The Very Best of NYC Theater (March 2010)

The Soup Show, Naked Girls Reading, The Wonder and more!

Don’t miss the New York Neo-Futurists as they present their first prime-time show of the decade The Soup Show at Here Arts Center through Mar. 27. In honor of the 30th Anniversary of Women’s History Month, Desiree Burch, Cara Francis & Erica Livingston serve up a cure for what ails you in this Neo-Medicine show, performing in and around a giant pot of self-made soup. Bottling this soup, as well as a series of elixirs, potions, tonics and products, they heal and reveal the female experience live, honest and in the flesh. Incorporating ingredients from interviews, living newspaper, personal stories, circus acts and freak shows, the women of The Soup Show ultimately feed their audiences with a question “How far has the women’s movement moved us?”
 
Pinchbottom Burlesque presents Naked Girls Reading Science Fiction boldly reading what no naked girl has read before. This hit nude literary salon will explore strange new worlds of literature at the decadent upstairs lounge at Madame X on Mar. 5. Nasty Canasta leads an all-star cast of burlesque performers – plus one professional librarian – beyond the stars, reading selections from sci-fi classics by Arthur C. Clarke, Aldous Huxley, H.G. Wells, Douglas Adams and more. We have seen the future. The future is naked. The future is now.

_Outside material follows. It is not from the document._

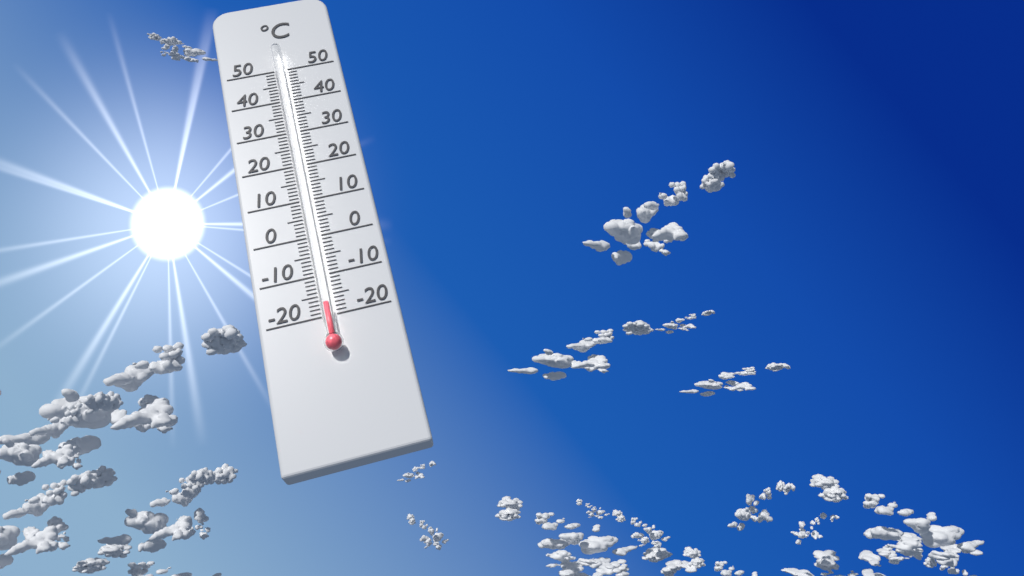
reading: -18 °C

The Queen’s Company, NYC’s acclaimed all-female classical theater company presents their gender-bending revival of Susanna Centlivre’s luscious classic comedy of intrigue, The Wonder, playing at the Kirk Theater through Mar. 14. Featuring fiery brothers, amorous Englishmen, lovers in closets, daring getaways, passionate breakups and tearful reconciliations you might think you were watching a BBC sitcom, not a play written in the 1700’s. The story revolves around Isabella, who is on the run from an arranged marriage, and the lengths she and her BBF Violante go to stay away from the man that her tyrannical father has chosen for her.

Valerie Harper stars as Tallulah Bankhead in LOOPED playing now at the Lyceum Theatre. Southern, but by no means a belle, Ms. Bankhead was known for her wild partying and convention-defying exploits that outshone even today’s celebrity bad girls. This hilarious new play revolves around the actress, being called into a sound studio in 1965 to re-record (or "loop") one line of dialogue for what would be her last film. Given her obviously inebriated state along with her inability to loop the line perfectly, what ensues is a hilarious showdown between an uptight and conservative sound editor and the outrageous legend.

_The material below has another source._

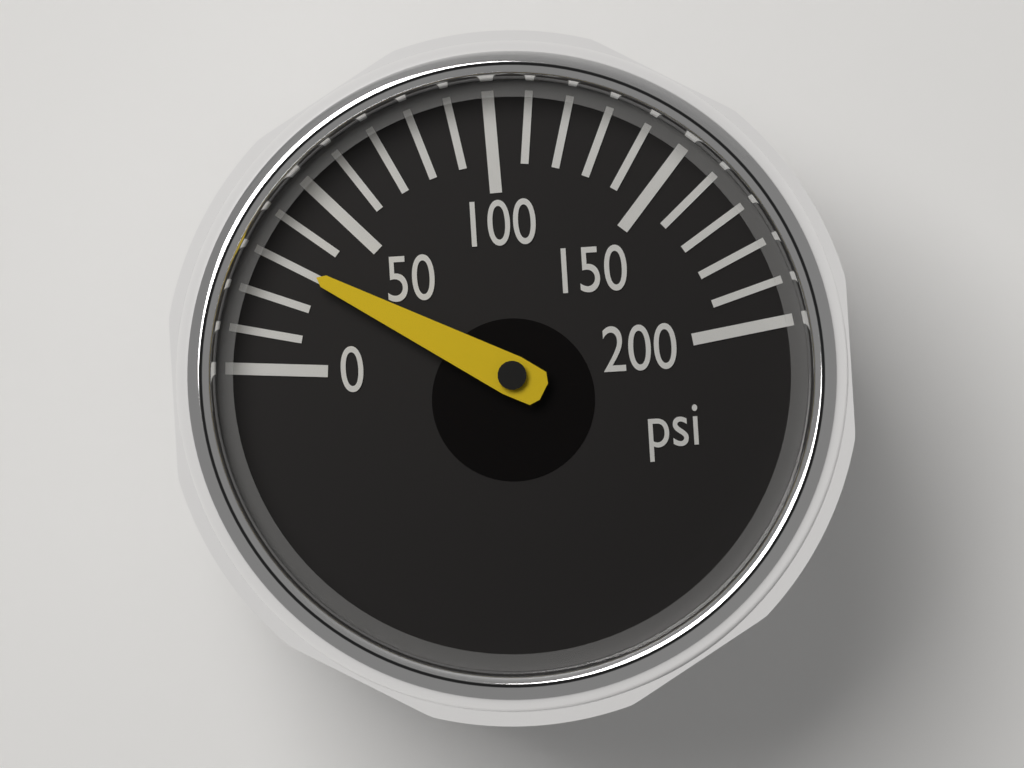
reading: 30 psi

William Gibson’s Tony Award-winning play The Miracle Worker returns to Broadway at the Circle in the Square Theatre this month. Set in Tuscumbia, Alabama in the 1880s, the play tells the story of the young Helen Keller (Abigail Breslin), who became blind and deaf after a childhood illness, and the extraordinary woman, Annie Sullivan (Alison Pill) who taught her to communicate with the world.

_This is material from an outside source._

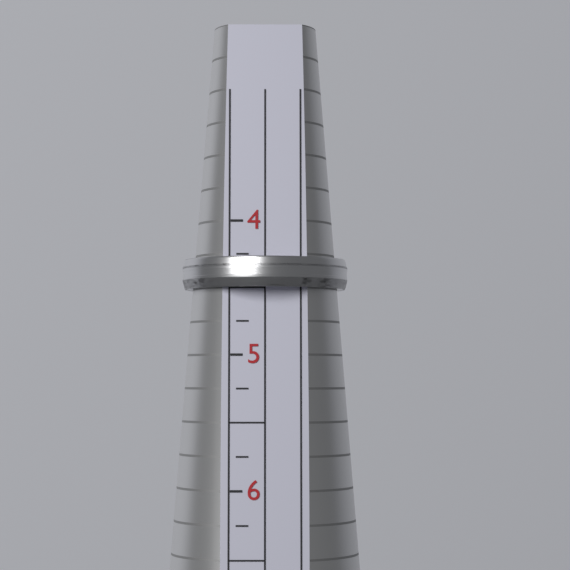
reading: 4.50 (no unit)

The Bronx Academy of Arts & Dance presents BAAD! ASS WOMEN 2010, its annual cultural festival celebrating the empowerment of women through art, culture and performance. The festival opens Mar. 11 with the stirring documentary Antonia Pantoja: Presente!, a celebration of the life of the dynamic founder of the ASPIRA educational program and a quintessential BAAD!Ass Woman. The festival showcases some FIERCE Women Artists in dance, theatre, film and music, including poet & performance artist Sharon Bridgforth, Cherrie Moraga, Camelitz Tropicana and more.